As silly as it sounds, it’s genuinely hard to imagine a world without rock ‘n’ roll—a time before the term “rock star” existed, before pop music was taken seriously as an art form. A time before you could witness a man dressed like a sex dungeon Lord Zedd flying around a stadium stage, shredding on a burning bass guitar. Truly, what were we as a culture before Kiss entered the picture? Fittingly, their frontman, Gene Simmons, belongs to a generation that (vaguely) remembers that time.

Born Chaim Witz in Haifa, Israel, he didn’t move to America until he was eight years old when his parents split, and his mother decided to emigrate to Queens, New York. When asked by Goldmine Magazine to put together a list of the ten albums that changed his life, in true Simmons fashion, the list began with a spiel explaining the exact context behind why those records changed his life.

Most of them come from the pre-to-early rock and roll period, which is the period of time that inspired Simmons the most. As he puts it, “I came to America with my mother in 1958, and I had never heard of rock and roll, and I actually had never seen a television set. We didn’t have one. We were very poor in Israel, and I never could have imagined that there was a magic box where people flew through the air and there were monsters and the Empire State Building and King Kong.”

The very idea of pop culture and youth culture was more or less new to the young Simmons. When he puts it like that, it’s easy to see where the very concept of Kiss comes from. Imagine moving to a new country and seeing all this new culture for the first time. Not only that, but you do so at an age where you’re old enough to understand it but young enough to be the target audience.

What else is Kiss but all that inspiration coming together in one place? Hearing the music of Chuck Berry and Elvis Presley and having it have just as much effect as reading a Fantastic Four comic or watching Godzilla fight Mothra on TV. Going to the movie theatre for the first time and watching Dr No or The Music Man, then coming home to see this bunch of Limeys on Sullivan calling themselves The Beatles.

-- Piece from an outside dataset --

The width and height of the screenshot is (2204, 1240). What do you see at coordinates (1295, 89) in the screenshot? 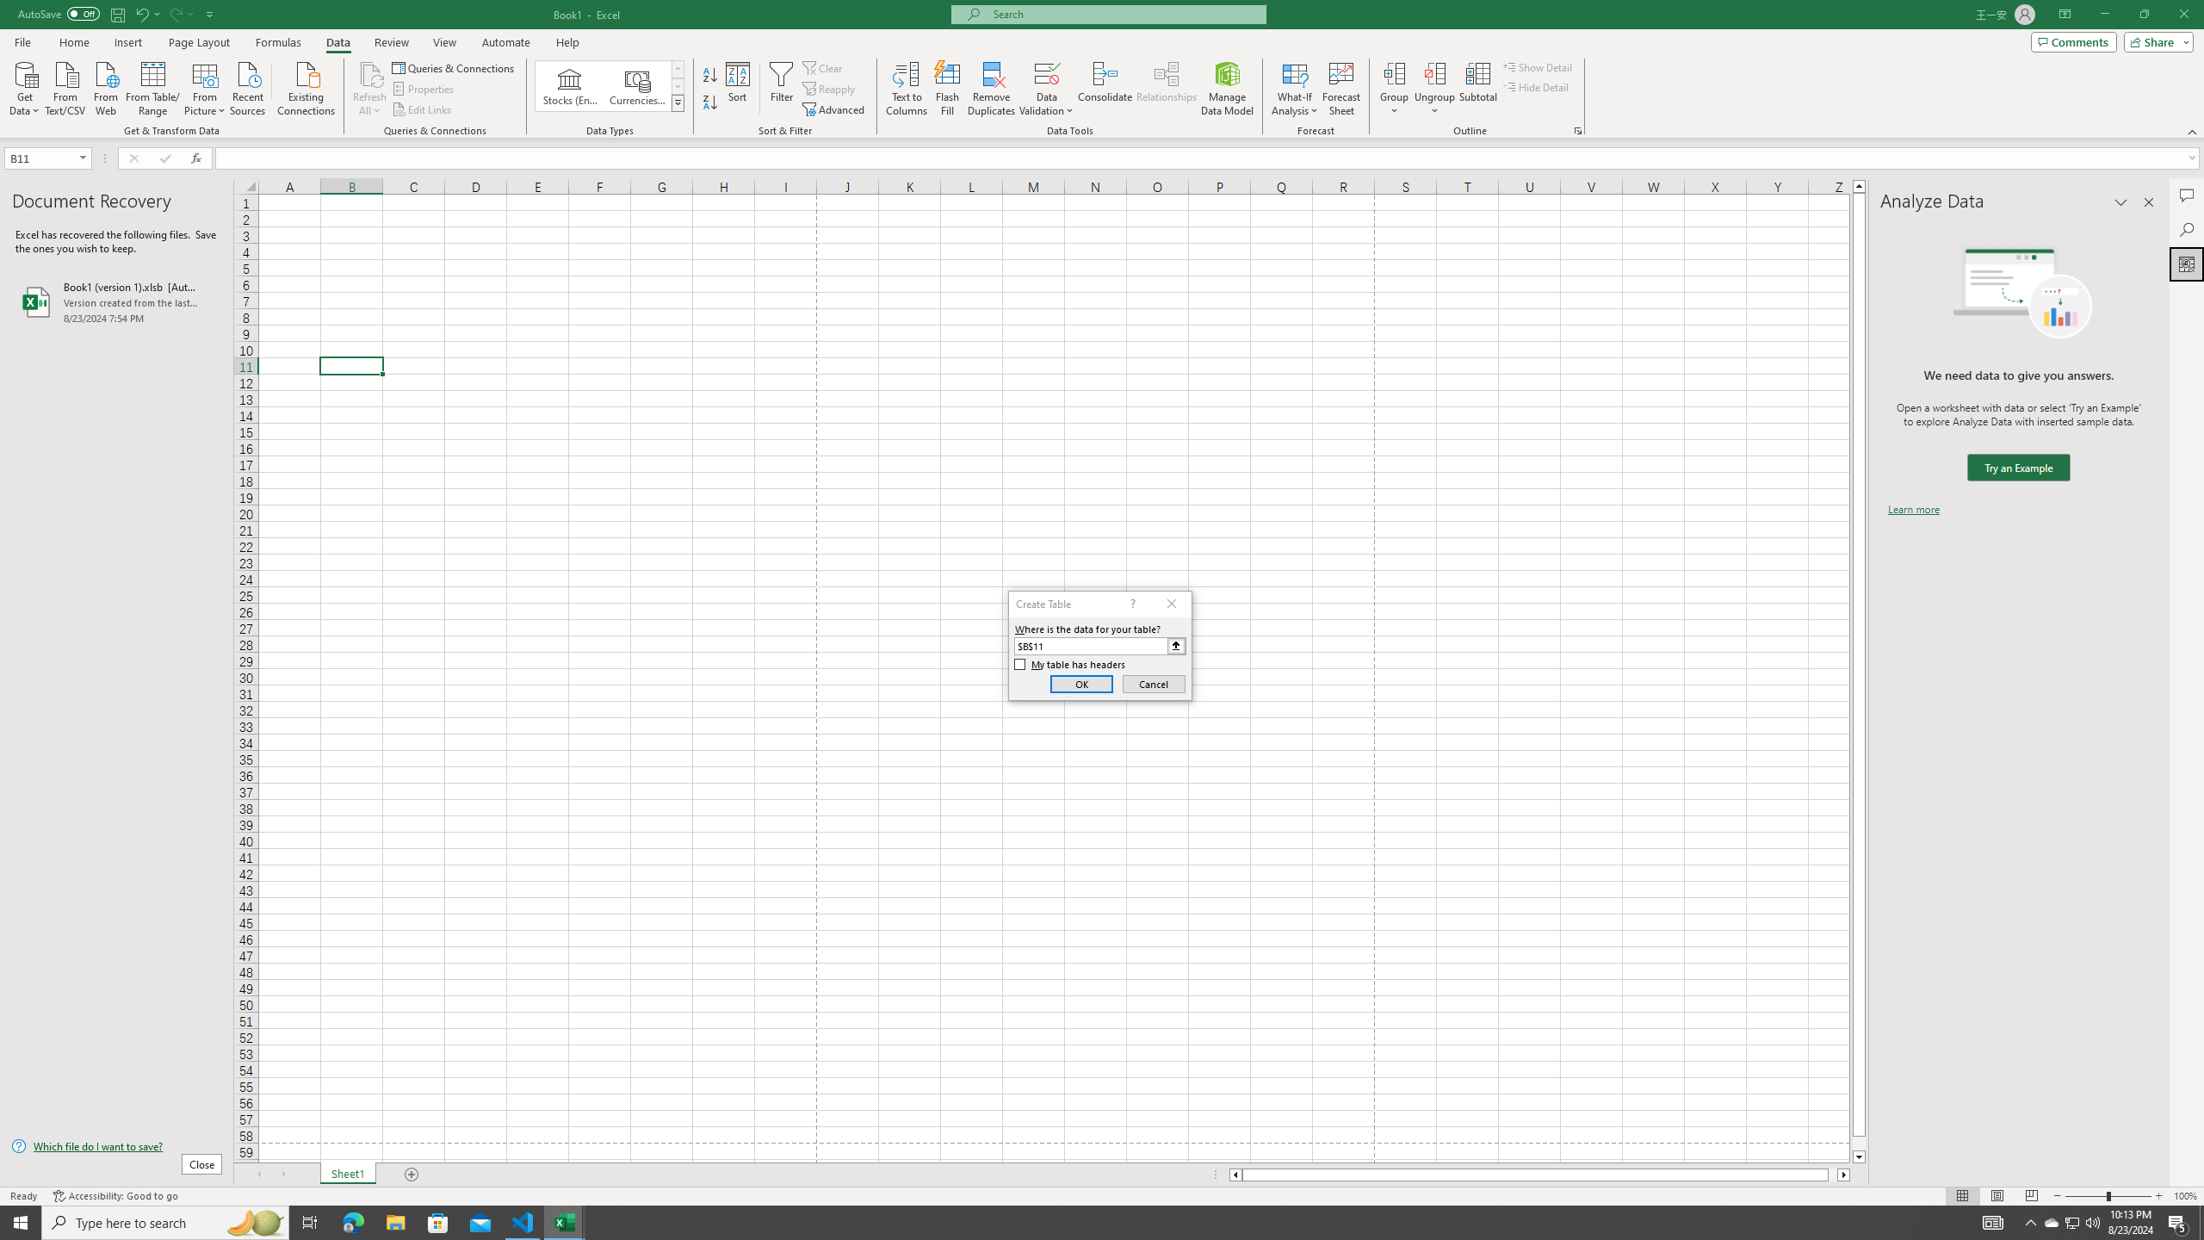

After all, for all their fearsome image, Kiss’ music never really got past being a mix of Chuck Berry and early Beatles with a bit of glam heaviness thrown in for good measure. That is the nature of inspiration, though. We are, consciously or unconsciously, inspired by everything that surrounds us. Sure, Simmons rhapsodises about Little Richard and Ray Charles, but the music alone doesn’t bring Kiss to life.

The best part of it is that inspiration never stops. While Simmons moved to America and discovered all this for the first time, that doesn’t make his experience more or less meaningful than anyone else. It just meant he decided that all these things that were making his world a bigger, more exciting place could coexist as one entity. Really, anyone can do that, no matter where or when they’re from!